Design

Not a Figma of Your Imagination: It’s Still the Number One Design Software

hey reliable - Brian Checkovich by Brian Checkovich
September 12, 2022
Not a Figma of Your Imagination: It’s Still the Number One Design Software

The people have spoken…and spoken…

For the past several years, the always interesting UX Tool’s Design Tools Survey has shown the inexorable rise of Figma as the UI design tool of choice. The 2021 data found that fully 77% of all respondents used Figma for UI design. That’s a huge dub.

In 2017, however, only 11% reported using Figma, compared to 71% who went for Sketch. Clearly, the world of design software has undergone something like a seismic shift over the past three or four years. Sketch has sunk to a rate of 29%, falling faster than your 401(k) balance (thanks, Putin).

What happened?

A Failure to…

What we have here is…what exactly? In the 1967 classic Cool Hand Luke, the cruel captain announced, “What we have here is a failure to communicate,” and that led Paul Newman into getting some serious beatdowns. Assuming Cool Hand Luke is a veritable font of eternal wisdom, then let’s try to understand how Figma has ascended to its current position using the Captain’s memorable (and meme-able) phrase to guide us.

The fact is, Figma is straight whoopin’ the booty of the competition. Not just as the primary UI design tool but also as the most preferred tool for UI Prototyping, Developer Hand-Off, Design Systems, and Versioning. This is literally a bull-in-the-china-shop situation, a market dominance so pervasive that once stalwart platforms like InVision and Sketch seem like they’re headed to oblivion as a Wikipedia footnote.

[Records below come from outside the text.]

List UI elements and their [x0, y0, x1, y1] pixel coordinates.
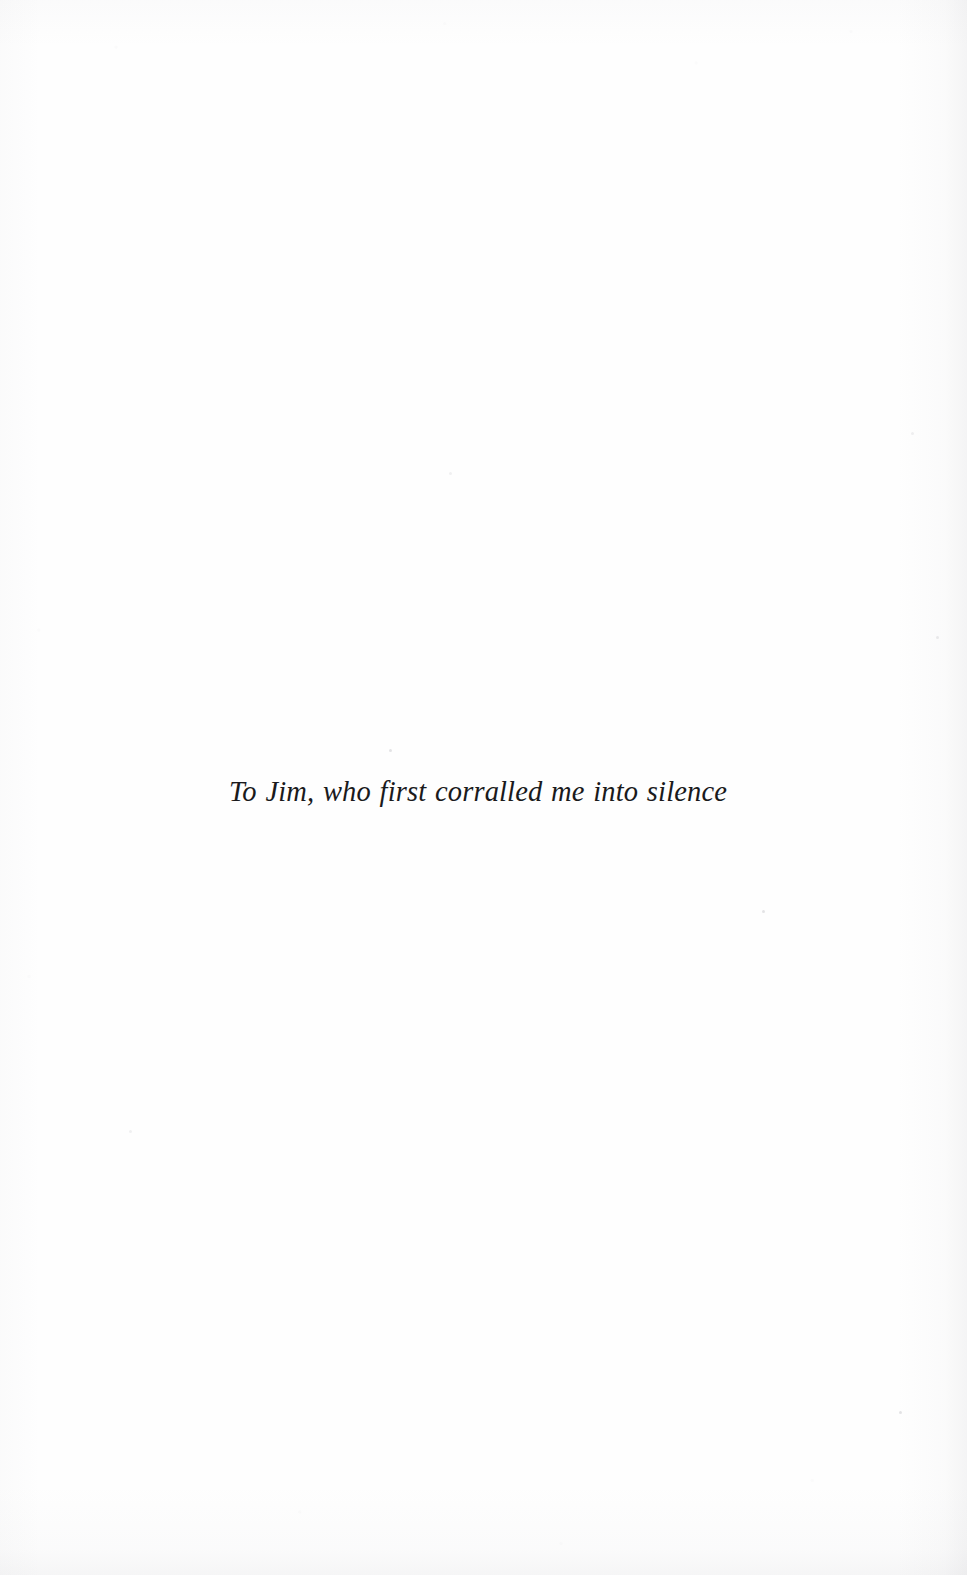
- dedication-block: To Jim, who first corralled me into sile…: [0, 775, 967, 809]
- scan-speck: [899, 1411, 902, 1414]
- scan-speck: [936, 636, 939, 639]
- scan-speck: [129, 1130, 132, 1133]
- dedication-page: To Jim, who first corralled me into sile…: [0, 0, 967, 1575]
- dedication-text: To Jim, who first corralled me into sile…: [229, 775, 727, 809]
- scan-speck: [762, 910, 765, 913]
- scan-speck: [449, 472, 452, 475]
- scan-speck: [389, 749, 392, 752]
- scan-speck: [911, 432, 914, 435]
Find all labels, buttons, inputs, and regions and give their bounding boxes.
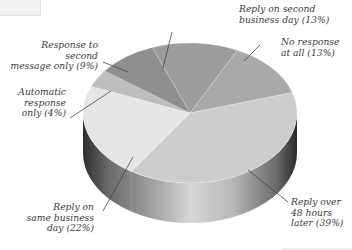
label-response-second-message: Response to second message only (9%): [6, 40, 98, 72]
label-reply-second-business-day: Reply on second business day (13%): [239, 4, 329, 25]
label-reply-over-48-hours: Reply over 48 hours later (39%): [291, 197, 343, 229]
label-reply-same-business-day: Reply on same business day (22%): [22, 202, 94, 234]
label-automatic-response: Automatic response only (4%): [10, 87, 66, 119]
pie-slices: [83, 43, 297, 183]
label-no-response: No response at all (13%): [281, 37, 340, 58]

Is communication the key to the drubbing being handed out by Figma?

Anywhere, Anytime

In today’s chaotic, wired, messy world, many users of technology (called “people,” for short) want to be able to access information without having to really lift a finger or thumb. They want to be able to message other people, often in clumped groups, and to see the history of the messages by scrolling.

They want to be able to work in huts by the beach. They want responses in real-time.

And they don’t want too many barriers getting in the way.

As a design tool, Figma delivers what its users demand. In that proverbial hut on the beach, you can access your files because Figma doesn’t require an app. Best of all, if your engineers are a world away, they can also access your files and work on them at the same time you are because Figma is cloud-based and offers unmatched live collaboration.

Sketch doesn’t natively offer live collaboration, but the Picnic plug-in is trying to fill the gap. As for prototyping, InVision, once the industry standard, has seen its market share crumble, and one reason undoubtedly is its failure to onboard a live commenting feature.

The Price Is Right

Another way that Figma effectively communicates is through its pricing structure. As behavioral economists have long known, there is tremendous power in the word “FREE.” The human brain seeks out ways to maximize resources, and getting something for nothing ranks high on the motivation scale.

Figma offers its services for free (though with limitations), and not just free, but free “forever.” So users who go to their pricing page will see that magical word, FREE, and be anchored to it even as they explore other pricing plans. It’s as if Nobel Prize Winners have designed their page to target certain brain structures. It’s marketing genius.

One look at Adobe’s pricing page, which also features the word “free,” shows a different approach. Adobe has a “free 7-day trial,” which too many users might not be worth the time of inputting data to get the service. The power of free only comes with no strings attached, again which Figma understands at a profound level.

The lesson: good communication involves using words to produce desired results, which might not have a rational basis.

Those Who Know

Another communication caveat harkens back to ancient Taoism: “Those who talk don’t know, those who know don’t talk.”

Communication is more than broadcasting a message. Design is a collaboration, and building tools for designers is no less collaborative. That means software companies need to understand the users of their products and then figure out ways of debuting features that will keep users coming back.

Figma knows that its users are designers, and thus they work hard to understand what it is these users need and want.

Figma takes a holistic approach, based on the context that users interact with their product. It’s telling that they dominate so many spaces in the UX Tools Survey, from UI Design to Hand-Off. That’s not an accident or some technological fluke. Figma’s goal has been to recontour the design ecosystem so that designers aren’t jumping from app to app as they proceed through the process.

The bedrock principle of “cross-functional collaboration” rests on the idea that many stakeholders need to be included in design. Figma’s cloud-based platform allows for everyone to see the same things at the same time. Other companies (like Adobe) are catching up, and the “no-code” world of AI dominance promises further disruption. In two years, we might see Figma’s market share where Sketch’s is now.

No Rest

Everyone who works in tech must understand how disruptive innovations can be. The entire point of the mega-seller Freakonomics is to remind us that we understand current problems much better than future solutions. Figma took off by using the cloud in new and exciting ways, even as InVision stalled and failed to respond.

In tech, there is no resting on your laurels. The failure to communicate, at the bottom, is what allowed Figma to soar. You need to enrich yourself daily, keep things fresh, and never think you’ve learned enough.